We pondered that if the smoke eventually revealed a fire, it would be a defining moment in Australian sport and life.
Who knows whether that moment has now arrived?
The very uncertainty that accompanies a case as unique as this means that what is yet to come might be way more momentous than any of the steps along the way that have so far been ascended.
Essendon's plan to legally attack the nature of the investigation is both desperate and innovative. But no lawyer worth their salt would have failed to consider every option for their client in a case for which there is no precedent.
The club has taken it upon itself to provide support and finance for the players in defending themselves against any infraction notices that might be forthcoming as a result of the current preliminary show-cause process.

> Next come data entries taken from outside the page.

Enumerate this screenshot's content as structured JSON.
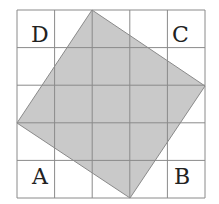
{
  "figure": {
    "grid": {
      "cols": 5,
      "rows": 5,
      "x0": 17,
      "y0": 10,
      "cell": 37.6,
      "line_color": "#8a8a8a"
    },
    "shape": {
      "fill": "#c9c9c9",
      "stroke": "#8a8a8a",
      "points": "92,10 205,86 130,198 17,123"
    },
    "labels": {
      "top_left": "D",
      "top_right": "C",
      "bottom_left": "A",
      "bottom_right": "B"
    }
  }
}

So if it succeeds in heading the whole matter off at the pass in this way, it will not only have lifted the weight from its players' shoulders and saved the club some further expenditure but also almost certainly have protected itself from action from those very same young men.
For if the worst should eventuate and the players are charged and penalised, their own advisers would be obliged to consider some form of action against the very entity whose personnel devised and oversaw the environment in which they came to grief.
But a legal victory on a technicality or a procedural error would only partly provide relief - for the overarching questions would remain unanswered. Just why did Essendon embark on the exercise in the first place and what were the players comprehending when they were asked to sign consent forms and then did so?
The intent and purpose of the program and the players' willingness to participate in it must be fully explored regardless of what path the formalities take. Otherwise the propensity for the same thing to happen again would remain.
As far as public perception is concerned, ASADA right now looks to have its act in order far more than at any other time in the past 16 months.
So it's hard to imagine that it has not prepared its case sufficiently well, especially under the watchful eye of former Federal Court judge and Administrative Appeals Tribunal president Garry Downes, and would fall at the first hurdle.
That would be a defining moment in Australian sport life.